I started to make tea, pouring hot water from my modern electric water heater, into the good cast iron teapot that my mother in law had given me as a wedding gift. That teapot, that is shibui, he announced triumphantly. Not complicated, the pattern is elegant. It is functional but beautiful. I grabbed a mug with winnie the pooh on the front of it, and some homely line about honey and bees. Grandpa shook his head. No. No. Not shibui. Too kawaii. Too cute. Setting the baby on my hip, I went to the cupboard and pulled out a simple wooden box with a kanji of the maker seared into the lid, I opened it, and pulled out two cups. They had no handles, and were small and delicate. Each one different. A different color, a different flower. One had a small fox and a rabbit painted onto the duck egg blue outer wall, and was rimmed in gold. This one was mine. No one else much cared for the fox and rabbit cup with the gold rim. I never pulled them out, they were too nice to use, and too dainty to display. The fox was more an impression of a fox in a few bold strokes, the rabbit too formed out of a single brush stroke. The gold dabbed on carelessly artfully. Grandpa was spooning genmaicha into the teapot, curiously sober and restrained, at least for him. I brought over the cups. Making tea, he announced, was shibui. I set out a pale orange cup for him, pushed away tiny hands from hot water, and started to pour. What you are doing is shibumi thing, he said. You are not pretending to be grand, you are not saying oh I am so fancy, you pour tea. But pouring tea is beautiful. It is simple.

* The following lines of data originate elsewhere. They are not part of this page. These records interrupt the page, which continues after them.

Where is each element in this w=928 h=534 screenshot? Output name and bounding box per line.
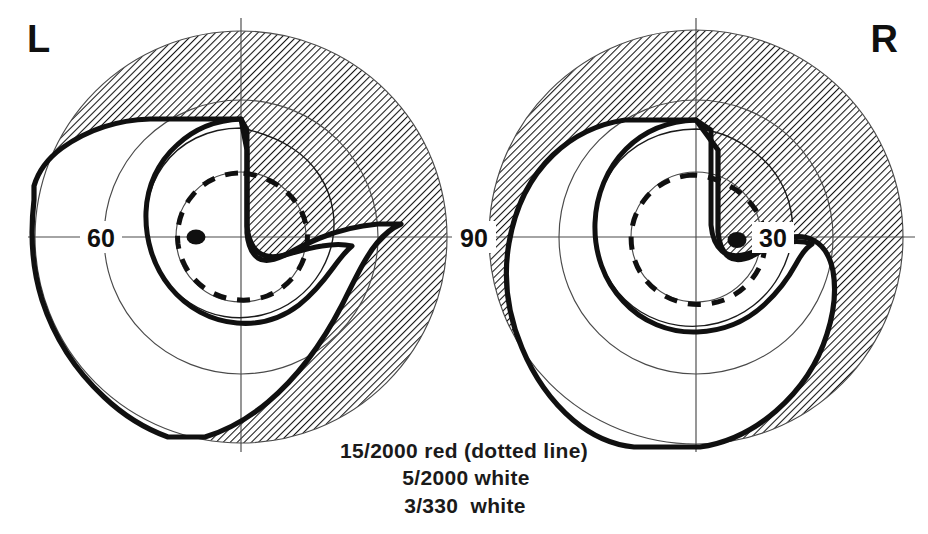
right-blind-spot-marker — [728, 232, 747, 248]
center-tick-90-label: 90 — [460, 224, 488, 252]
left-eye-label: L — [27, 18, 50, 60]
left-eye-chart: 60 — [28, 18, 458, 452]
center-tick-90: 90 — [452, 221, 496, 253]
legend-line-red: 15/2000 red (dotted line) — [0, 437, 928, 464]
legend-line-5-2000: 5/2000 white — [0, 464, 928, 491]
right-tick-30: 30 — [752, 222, 794, 253]
right-eye-label: R — [871, 18, 898, 60]
right-eye-chart: 30 — [482, 18, 915, 452]
chart-legend-caption: 15/2000 red (dotted line) 5/2000 white 3… — [0, 437, 928, 519]
left-blind-spot-marker — [187, 230, 206, 245]
legend-line-3-330: 3/330 white — [0, 492, 928, 519]
left-tick-60-label: 60 — [87, 224, 115, 252]
left-tick-60: 60 — [80, 221, 122, 253]
right-tick-30-label: 30 — [759, 224, 787, 252]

“Putting the furikake packet under my plate was shibui in spirit. Maybe you might be Japanese after all!” He smiled at me, waiting for a reaction. I did not want to be Japanese. I just wanted to be loved. I just wanted not to be hit. I just wanted to cuddle my babies, and make my tea, and have a husband that didn’t hit me. All of a sudden it made sense. Shibui.

……….

As I grew older I came to appreciate the implicit simplicity, the plain modesty, innate naturalness, the everyday imperfection, and silence between the notes. The gaps in the spaces between what is and what is not. As harsh as life was in Japan for me, I still love what I could not bear. After all, it was not Japan per se, but my husband who made life so hard. I just fell victim to circumstance. Japan is not all shibumi and jinja, but then, what is!

4 Comments

    1. The Paltry Sum

      Thank you, Ron, I appreciate the kind words. I do hope that the beauty of your surroundings did something to heal the pains of war. Being enlisted must have been very frightening indeed. I’m so glad you made it home safely.

      1. Ron Pavellas

        Oh, it was not difficult for me, but I saw how difficult it was for the Japanese people in their recovery.. I am thankful I was never in a war: too young for the Korean War, and too old for the Vietnam War, both horrible as wars are. I have known men who WERE affected and they did suffer, until their natural deaths. I wrote some notes upon my first glimpse of Japan which I later revised into a memoir:
        https://tobeold.wordpress.com/2017/07/09/first-glimpse-of-japan/

      2. The Paltry Sum

        Yes, I have my very own Vietnam war casualty. The Korean War personally impacted my Japanese family. I feel that story is not mine to tell while certain people are still alive: too much pain. I’m looking forwards to reading your memoir.